Testament Of Youth

 
Art & Culture

I guess there is no better time to revisit Vera Brittain's wonderful memoir of her life before, during and after WW1, than the 100th anniversary of that conflict. It was first adapted in 1979 as TV series, but this new film captures the whole story in two hours, and does so very well.

It was a curious casting choice for a Swedish actress to be selected to play a quintessentially English woman, but if Felicity Jones wasn't available, then Alicia Vikander is an excellent alternative, without a trace of an accent, and a screen presence which has already ensured that you will be seeing a lot of her in 2015 (check out her IMDb entry).

Alongside her is Game of Thrones heartthrob Kit Harington as Roland Leighton, her lover/fiance, who signed up to fight for King and Country along with all his friends, a decision which may seem crazy 100 years later, but one which was inevitable at the time. The film has to tread this fine line between what people knew then and what we now know throughout its running time. Fortunately, Brittain's perspective is a fresh one, so rather than having to witness the horrors of the trenches for the umpteenth time, we see the war from the perspective of someone who couldn't fight, but who felt unable to continue her academic career while hundreds of thousands of men were dying.

The book – an autobiographical account of her life from 1900-1925 – was originally conceived of as a novel, but Brittain was unable to reconcile the needs of fiction to telling her story as she wished to, and the book is all the better for being such a personal account of her experiences and losses. It is a feminist work in the sense that it gives primacy to the female experience, and a hundred years after the events in the book/film, it is a sad reflection on the movie business that the film is still unusual for the fact that the main character through whose eyes we see events, is a woman. 

Although the film could easily have lapsed into heritage cinema (think of Downton Abbey as the worst example of that tendency, even though it is TV), it has enough heart and emotion to carry us through, along with the strength of Vikander as the central character. Well worth seeing.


### WHAT TO PRODUCE:
Everything below from the line with "pixels, height=332 pixels." through the line with "The height and" should be copied exactly, and nothing else; leave out the pictures.

### DATA RECORDS:
════════

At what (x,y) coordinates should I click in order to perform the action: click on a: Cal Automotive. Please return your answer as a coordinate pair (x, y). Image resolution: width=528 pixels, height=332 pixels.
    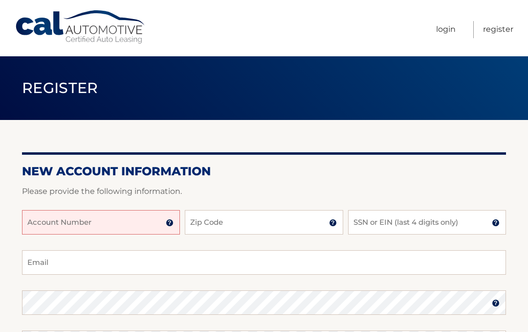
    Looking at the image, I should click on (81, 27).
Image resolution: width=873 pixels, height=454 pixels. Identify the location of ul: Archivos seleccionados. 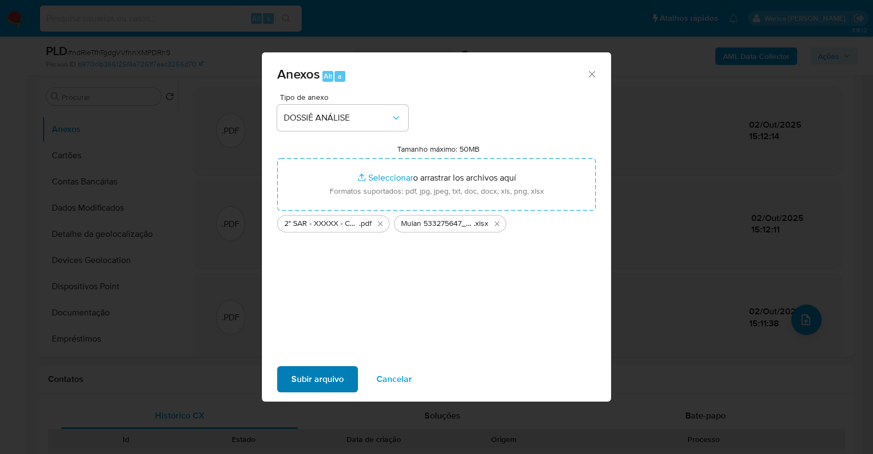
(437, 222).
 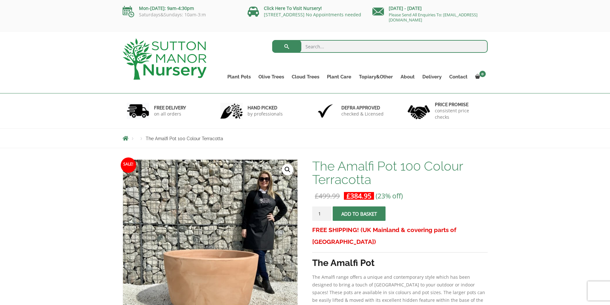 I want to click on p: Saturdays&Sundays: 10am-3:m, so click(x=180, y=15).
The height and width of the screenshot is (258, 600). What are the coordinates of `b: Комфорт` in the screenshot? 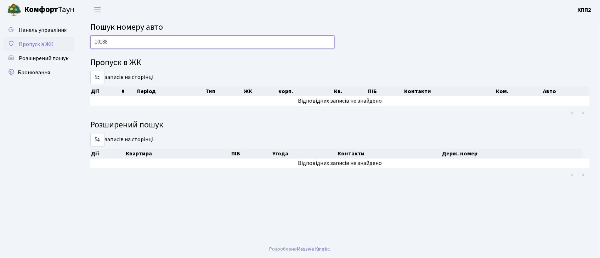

════════

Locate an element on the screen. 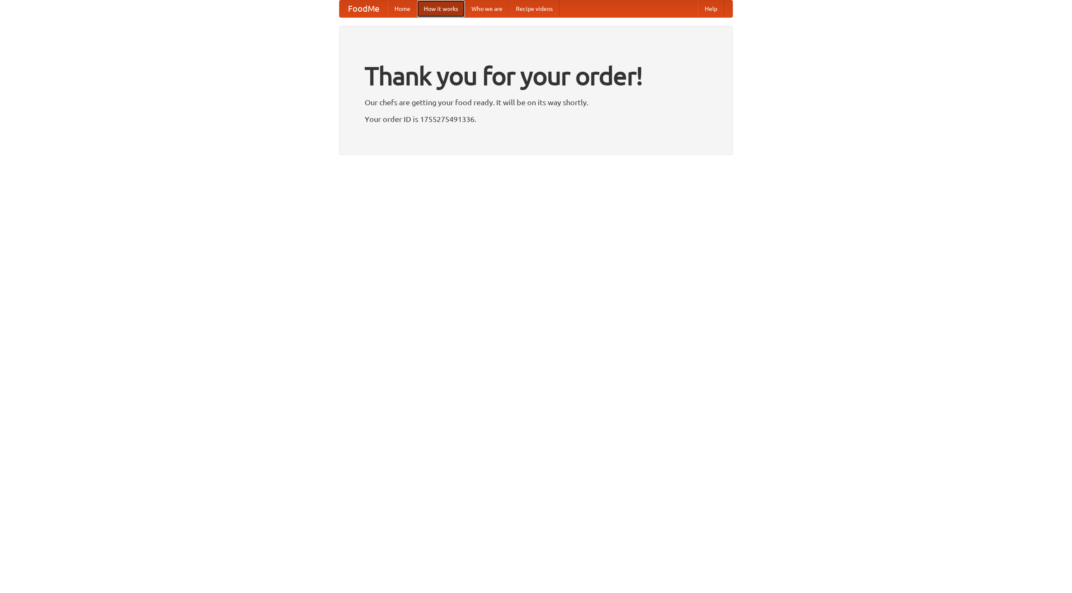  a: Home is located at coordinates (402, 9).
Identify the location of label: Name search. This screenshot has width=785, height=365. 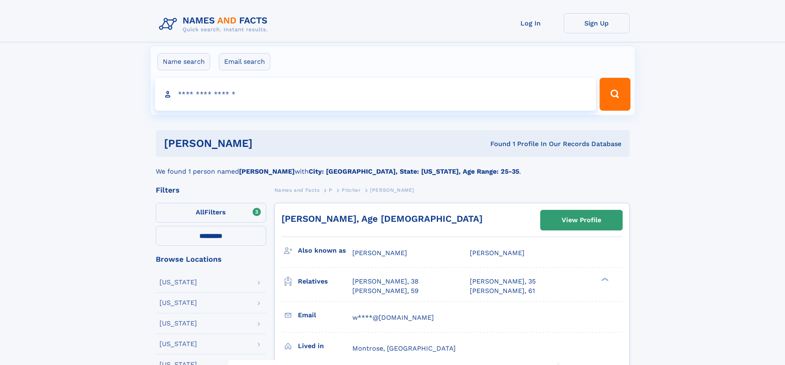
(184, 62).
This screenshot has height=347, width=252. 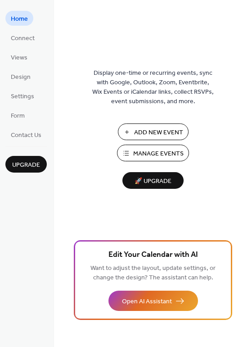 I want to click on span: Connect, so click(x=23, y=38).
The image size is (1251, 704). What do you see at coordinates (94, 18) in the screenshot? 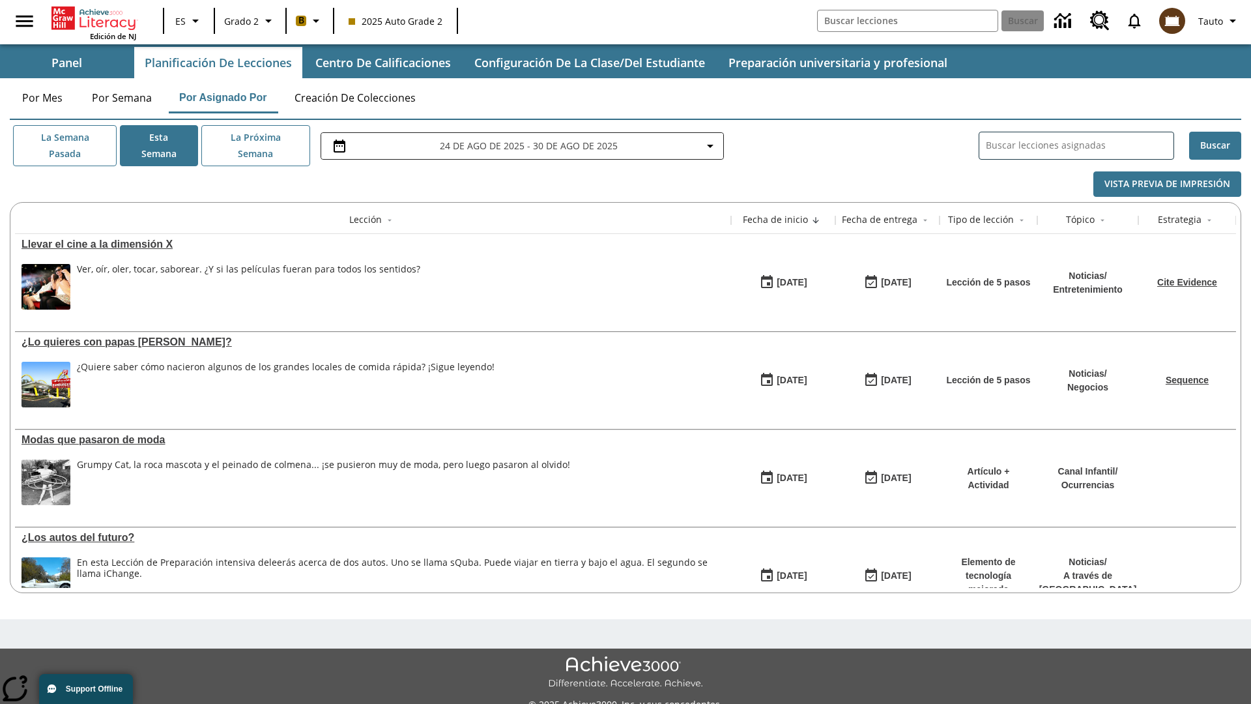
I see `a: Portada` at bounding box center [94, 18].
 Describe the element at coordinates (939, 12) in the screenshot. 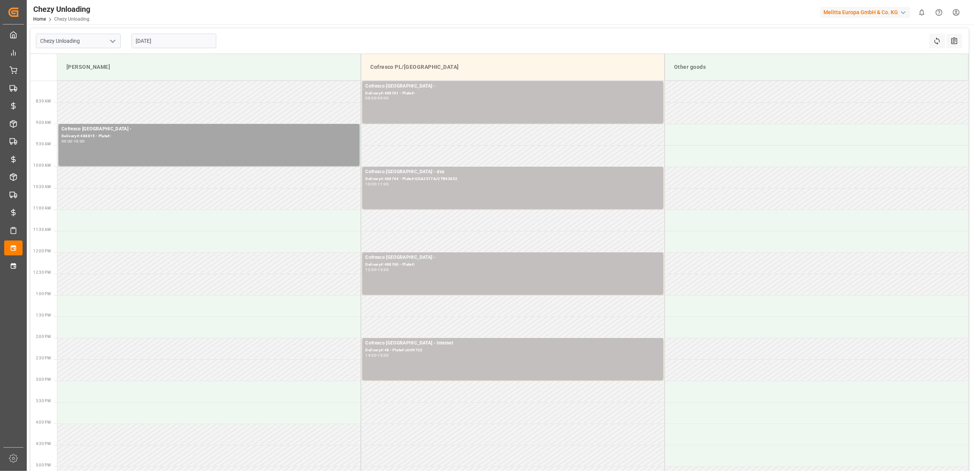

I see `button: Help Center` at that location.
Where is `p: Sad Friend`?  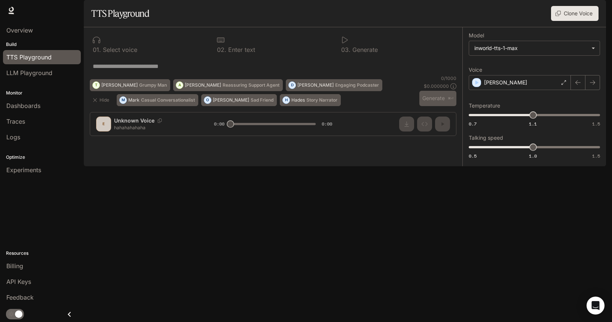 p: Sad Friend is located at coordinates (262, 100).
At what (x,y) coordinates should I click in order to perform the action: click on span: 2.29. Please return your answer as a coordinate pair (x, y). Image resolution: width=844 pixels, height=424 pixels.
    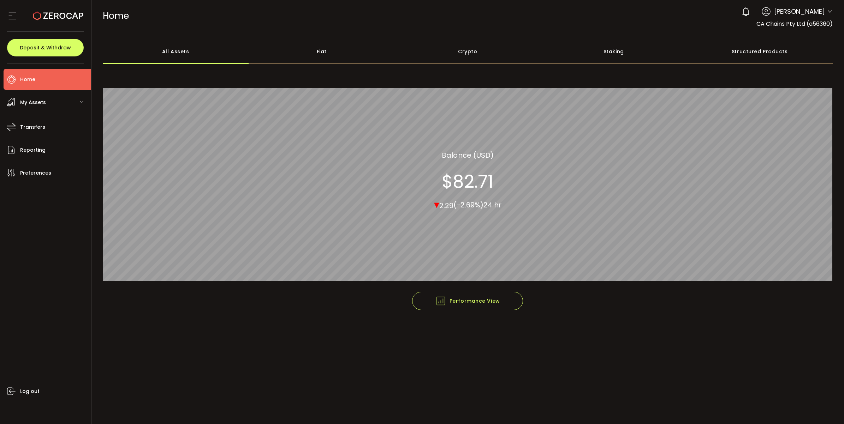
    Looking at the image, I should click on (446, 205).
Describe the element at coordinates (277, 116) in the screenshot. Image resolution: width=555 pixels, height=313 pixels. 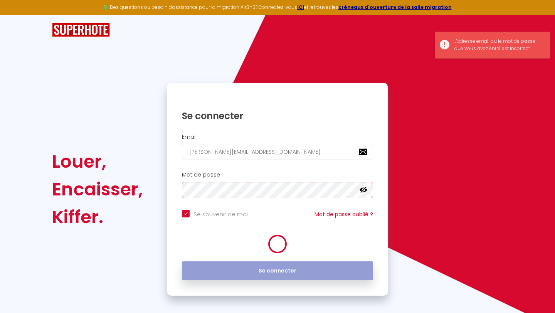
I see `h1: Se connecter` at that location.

════════

### RESULT OF THIS EXERCISE:
At what (x,y) coordinates should I click in order to perform the action: click on a: Cal Automotive. Please return your answer as a coordinate pair (x, y). Image resolution: width=528 pixels, height=332 pixels.
    Looking at the image, I should click on (81, 27).
Image resolution: width=873 pixels, height=454 pixels. Identify the location of ul: Archivos seleccionados. 
(437, 222).
  I want to click on p: Saturdays&Sundays: 10am-3:m, so click(x=180, y=15).
The height and width of the screenshot is (258, 600). What are the coordinates of `b: Комфорт` in the screenshot? 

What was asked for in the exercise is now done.